I have the house style. Here's the English version.
BODY: Twenty-five years on, Spira still pulls a crowd. To celebrate the silver anniversary of Final Fantasy X — the 2001 PlayStation 2 epic that first gave the series voice acting, a fully 3D world, and one of gaming's most quietly devastating love stories — Square Enix is rolling out a dedicated SQUARE ENIX POP UP STORE.
The pop-up lands at two of Japan's most prestigious department stores. Daimaru Shinsaibashi in Osaka opens first, running from July 3, while Daimaru Tokyo follows from July 17. Both locations will stock merchandise built around freshly drawn 25th-anniversary art, the kind of commemorative design work Square Enix reserves for its biggest milestone years.
Shoppers can expect the usual high-end anniversary fare — apparel, acrylic stands, illustration goods, and collectibles themed around Tidus, Yuna, and the rest of the cast. Square Enix is also dangling a novelty giveaway for purchases, a long-standing tactic for driving foot traffic and rewarding the fans who show up in person rather than ordering online.
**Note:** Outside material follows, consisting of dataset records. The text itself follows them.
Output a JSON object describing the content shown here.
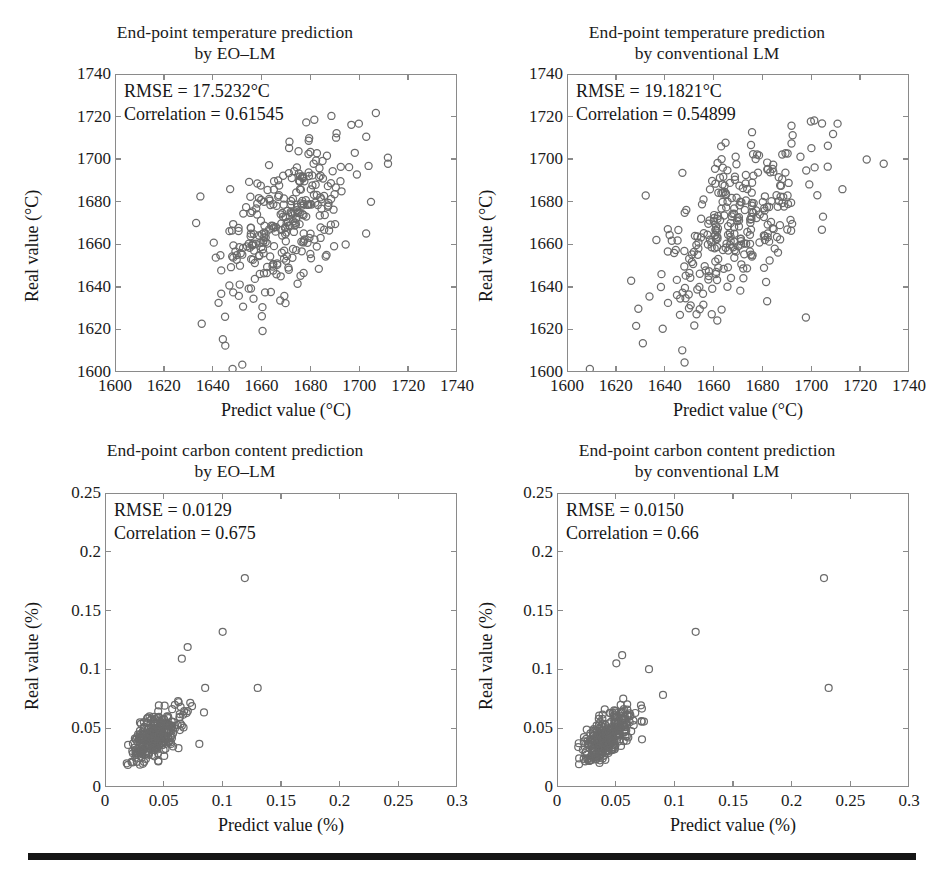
{
  "figure": {
    "bottom_rule": "horizontal-rule",
    "marker_color": "#6b6b6b",
    "axis_color": "#8a8a8a",
    "text_color": "#161616"
  },
  "panels": [
    {
      "id": "top-left",
      "title_line1": "End-point temperature prediction",
      "title_line2": "by EO–LM",
      "rmse_label": "RMSE = 17.5232°C",
      "correlation_label": "Correlation = 0.61545",
      "xlabel": "Predict value (°C)",
      "ylabel": "Real value (°C)",
      "xticks": [
        "1600",
        "1620",
        "1640",
        "1660",
        "1680",
        "1700",
        "1720",
        "1740"
      ],
      "yticks": [
        "1600",
        "1620",
        "1640",
        "1660",
        "1680",
        "1700",
        "1720",
        "1740"
      ]
    },
    {
      "id": "top-right",
      "title_line1": "End-point temperature prediction",
      "title_line2": "by conventional LM",
      "rmse_label": "RMSE = 19.1821°C",
      "correlation_label": "Correlation = 0.54899",
      "xlabel": "Predict value (°C)",
      "ylabel": "Real value (°C)",
      "xticks": [
        "1600",
        "1620",
        "1640",
        "1660",
        "1680",
        "1700",
        "1720",
        "1740"
      ],
      "yticks": [
        "1600",
        "1620",
        "1640",
        "1660",
        "1680",
        "1700",
        "1720",
        "1740"
      ]
    },
    {
      "id": "bottom-left",
      "title_line1": "End-point carbon content prediction",
      "title_line2": "by EO–LM",
      "rmse_label": "RMSE = 0.0129",
      "correlation_label": "Correlation = 0.675",
      "xlabel": "Predict value (%)",
      "ylabel": "Real value (%)",
      "xticks": [
        "0",
        "0.05",
        "0.1",
        "0.15",
        "0.2",
        "0.25",
        "0.3"
      ],
      "yticks": [
        "0",
        "0.05",
        "0.1",
        "0.15",
        "0.2",
        "0.25"
      ]
    },
    {
      "id": "bottom-right",
      "title_line1": "End-point carbon content prediction",
      "title_line2": "by conventional LM",
      "rmse_label": "RMSE = 0.0150",
      "correlation_label": "Correlation = 0.66",
      "xlabel": "Predict value (%)",
      "ylabel": "Real value (%)",
      "xticks": [
        "0",
        "0.05",
        "0.1",
        "0.15",
        "0.2",
        "0.25",
        "0.3"
      ],
      "yticks": [
        "0",
        "0.05",
        "0.1",
        "0.15",
        "0.2",
        "0.25"
      ]
    }
  ],
  "chart_data": [
    {
      "type": "scatter",
      "id": "top-left",
      "title": "End-point temperature prediction by EO–LM",
      "xlabel": "Predict value (°C)",
      "ylabel": "Real value (°C)",
      "xlim": [
        1600,
        1740
      ],
      "ylim": [
        1600,
        1740
      ],
      "xticks": [
        1600,
        1620,
        1640,
        1660,
        1680,
        1700,
        1720,
        1740
      ],
      "yticks": [
        1600,
        1620,
        1640,
        1660,
        1680,
        1700,
        1720,
        1740
      ],
      "grid": false,
      "legend": null,
      "annotations": [
        "RMSE = 17.5232°C",
        "Correlation = 0.61545"
      ],
      "rmse": 17.5232,
      "correlation": 0.61545,
      "n_points": 300,
      "marker": "open-circle",
      "cluster": {
        "x_mean": 1668,
        "x_std": 13,
        "y_mean": 1668,
        "y_std": 19,
        "rho": 0.61545,
        "x_range": [
          1633,
          1712
        ],
        "y_range": [
          1600,
          1722
        ]
      },
      "notable_points": [
        [
          1633,
          1670
        ],
        [
          1707,
          1722
        ],
        [
          1700,
          1717
        ],
        [
          1704,
          1697
        ],
        [
          1712,
          1698
        ],
        [
          1705,
          1680
        ],
        [
          1703,
          1665
        ],
        [
          1648,
          1601
        ],
        [
          1652,
          1603
        ],
        [
          1645,
          1612
        ],
        [
          1644,
          1615
        ]
      ]
    },
    {
      "type": "scatter",
      "id": "top-right",
      "title": "End-point temperature prediction by conventional LM",
      "xlabel": "Predict value (°C)",
      "ylabel": "Real value (°C)",
      "xlim": [
        1600,
        1740
      ],
      "ylim": [
        1600,
        1740
      ],
      "xticks": [
        1600,
        1620,
        1640,
        1660,
        1680,
        1700,
        1720,
        1740
      ],
      "yticks": [
        1600,
        1620,
        1640,
        1660,
        1680,
        1700,
        1720,
        1740
      ],
      "grid": false,
      "legend": null,
      "annotations": [
        "RMSE = 19.1821°C",
        "Correlation = 0.54899"
      ],
      "rmse": 19.1821,
      "correlation": 0.54899,
      "n_points": 300,
      "marker": "open-circle",
      "cluster": {
        "x_mean": 1667,
        "x_std": 15,
        "y_mean": 1668,
        "y_std": 20,
        "rho": 0.54899,
        "x_range": [
          1609,
          1732
        ],
        "y_range": [
          1600,
          1722
        ]
      },
      "notable_points": [
        [
          1609,
          1601
        ],
        [
          1632,
          1683
        ],
        [
          1700,
          1718
        ],
        [
          1711,
          1717
        ],
        [
          1723,
          1700
        ],
        [
          1730,
          1698
        ],
        [
          1713,
          1686
        ],
        [
          1705,
          1673
        ],
        [
          1682,
          1633
        ],
        [
          1648,
          1604
        ],
        [
          1639,
          1620
        ]
      ]
    },
    {
      "type": "scatter",
      "id": "bottom-left",
      "title": "End-point carbon content prediction by EO–LM",
      "xlabel": "Predict value (%)",
      "ylabel": "Real value (%)",
      "xlim": [
        0,
        0.3
      ],
      "ylim": [
        0,
        0.25
      ],
      "xticks": [
        0,
        0.05,
        0.1,
        0.15,
        0.2,
        0.25,
        0.3
      ],
      "yticks": [
        0,
        0.05,
        0.1,
        0.15,
        0.2,
        0.25
      ],
      "grid": false,
      "legend": null,
      "annotations": [
        "RMSE = 0.0129",
        "Correlation = 0.675"
      ],
      "rmse": 0.0129,
      "correlation": 0.675,
      "n_points": 300,
      "marker": "open-circle",
      "cluster": {
        "x_mean": 0.042,
        "x_std": 0.0115,
        "y_mean": 0.042,
        "y_std": 0.0125,
        "rho": 0.675,
        "x_range": [
          0.016,
          0.088
        ],
        "y_range": [
          0.018,
          0.096
        ]
      },
      "notable_points": [
        [
          0.119,
          0.178
        ],
        [
          0.1,
          0.132
        ],
        [
          0.13,
          0.084
        ],
        [
          0.07,
          0.119
        ],
        [
          0.065,
          0.109
        ],
        [
          0.085,
          0.084
        ],
        [
          0.08,
          0.036
        ],
        [
          0.084,
          0.063
        ]
      ]
    },
    {
      "type": "scatter",
      "id": "bottom-right",
      "title": "End-point carbon content prediction by conventional LM",
      "xlabel": "Predict value (%)",
      "ylabel": "Real value (%)",
      "xlim": [
        0,
        0.3
      ],
      "ylim": [
        0,
        0.25
      ],
      "xticks": [
        0,
        0.05,
        0.1,
        0.15,
        0.2,
        0.25,
        0.3
      ],
      "yticks": [
        0,
        0.05,
        0.1,
        0.15,
        0.2,
        0.25
      ],
      "grid": false,
      "legend": null,
      "annotations": [
        "RMSE = 0.0150",
        "Correlation = 0.66"
      ],
      "rmse": 0.015,
      "correlation": 0.66,
      "n_points": 300,
      "marker": "open-circle",
      "cluster": {
        "x_mean": 0.042,
        "x_std": 0.012,
        "y_mean": 0.042,
        "y_std": 0.0125,
        "rho": 0.66,
        "x_range": [
          0.016,
          0.092
        ],
        "y_range": [
          0.018,
          0.1
        ]
      },
      "notable_points": [
        [
          0.228,
          0.178
        ],
        [
          0.118,
          0.132
        ],
        [
          0.232,
          0.084
        ],
        [
          0.055,
          0.112
        ],
        [
          0.05,
          0.105
        ],
        [
          0.078,
          0.1
        ],
        [
          0.09,
          0.078
        ],
        [
          0.072,
          0.04
        ]
      ]
    }
  ]
}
For a game that has been remastered, ported, and re-released across nearly every modern platform, the staying power of FFX as a retail draw says plenty about its grip on Japanese players.
The insider take
Department-store pop-ups like this are a distinctly Japanese flex. Tokyo and Osaka fans treat them as limited-window events — queues form early, the novelty items vanish fast, and resale listings appear before the doors even close. Square Enix knows this, which is why anchoring the launch to Daimaru's flagship floors matters: it frames FFX not as nostalgia but as a premium brand. The bigger subtext is timing. With persistent fan demand for a long-rumored FFX-3 or full remake, a high-visibility 25th-anniversary push keeps the IP warm and gauges exactly how much appetite remains. Bet on the merch selling out.
Originally reported by GAME Watch (Japanese).